Being a life long resident of Washington State, I have always wanted to see the tulips in bloom in Skagit Valley.
However, my first and only tulip "experience" to date was in 1985 on my very first trip to Europe. I was all of 23 years old. I set out solo to visit Paris via Amsterdam. While in the Netherlands, I had the opportunity to visit Keukenhof Garden, situated in Lisse, the Netherlands a little more than 20 miles away from Amsterdam. World-renowned Keukenhof Garden is also referred to as "the Garden of Europe" because it is one of the world's largest gardens with literally millions of tulips, daffodils and other bulb flowers.
Interestingly, the Skagit Valley tulip fields are "rooted" in Holland.
The first tulip bulbs were planted in Skagit County in 1906 when Mary Brown Stewart started growing tulips with bulbs from Holland. At the turn of the 20th century, the Skagit Valley was already becoming a center for agriculture, namely oats and peas. Eventually, the largest agricultural crop became seeds for growing cabbage, green beens, spinach, beets, peas and included other seeds like flax and mustard. Back then tulips were "only a small part of the crop and the whole operation was of modest size."
Later on, a wave of Dutch immigration to the United States followed the end of World War II. Because the population of the Netherlands had suffered so greatly during the war, the Dutch government, in order to help relieve pressing economic problems in the homeland, actively encouraged its own citizens to emigrate, even offering travel subsidies.
Many post-war Dutch immigrants settled in the Skagit Valley where its mild climate, supply of nearby water, and healthy soil are similar to Holland making it an ideal location for growing the flowers. The Dutch immigrants brought with them hundreds of years of tradition for growing tulips to the Skagit Valley. Today, the largest tulip farms in the Skagit are operated by descendants of those immigrant families who arrived from Holland in the 1940s and 50s. Some of these families have relatives in Holland who have grown tulips since the 1700s.
What began as a modest venture over a century ago, nurtured by several generations of the immigrant Dutch who sowed their tradition of growing tulips in the fertile Skagit Valley land, has turned into a thriving agricultural and tourist industry grossing tens of millions of dollars annually. As a matter of fact, more tulip, iris, and daffodil bulbs are produced in Skagit County than in any other county in the U.S.
Thirty-one years later after visiting Keukenhof Garden, I finally get my chance to visit the tulips a bit closer to home! My impressions of this experience add to my appreciation of this flower and of my home state.
The Skagit Valley Tulip Festival goes from April 1-30. You can learn more here.
Dutch tulips from their beds
Flaunted their stately heads.
Montgomery—The Adventure of a Star.
Mary Lamery is a lifelong resident and native of the Pacific Northwest. Lamery paints regional landscape in a manner that leans towards 19th century French Impressionism. Through her project, "Washington Americana," she will create original landscape paintings from her journeys through Washington for the creation of an art book of painted landscape of Washington State.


Problem statement: Every line in the records below between the one holding "Describe the element at coordinates (219, 173)" and the one holding "Describe the element at coordinates (38, 143)", inclusive, is to be set down exactly; all other lines are to be left out.

Stored data:
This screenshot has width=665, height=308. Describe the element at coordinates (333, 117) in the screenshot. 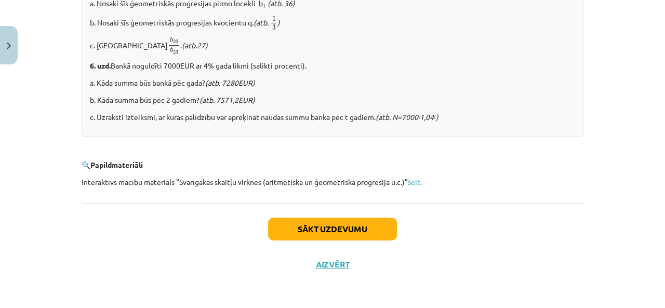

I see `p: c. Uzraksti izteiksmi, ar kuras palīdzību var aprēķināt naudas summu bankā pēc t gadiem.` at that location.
--
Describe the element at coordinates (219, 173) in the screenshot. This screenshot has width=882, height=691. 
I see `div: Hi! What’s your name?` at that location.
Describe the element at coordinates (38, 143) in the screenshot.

Exercise output:
Describe the element at coordinates (219, 173) in the screenshot. This screenshot has width=882, height=691. 
I see `div: Hi! What’s your name?` at that location.
Describe the element at coordinates (38, 143) in the screenshot.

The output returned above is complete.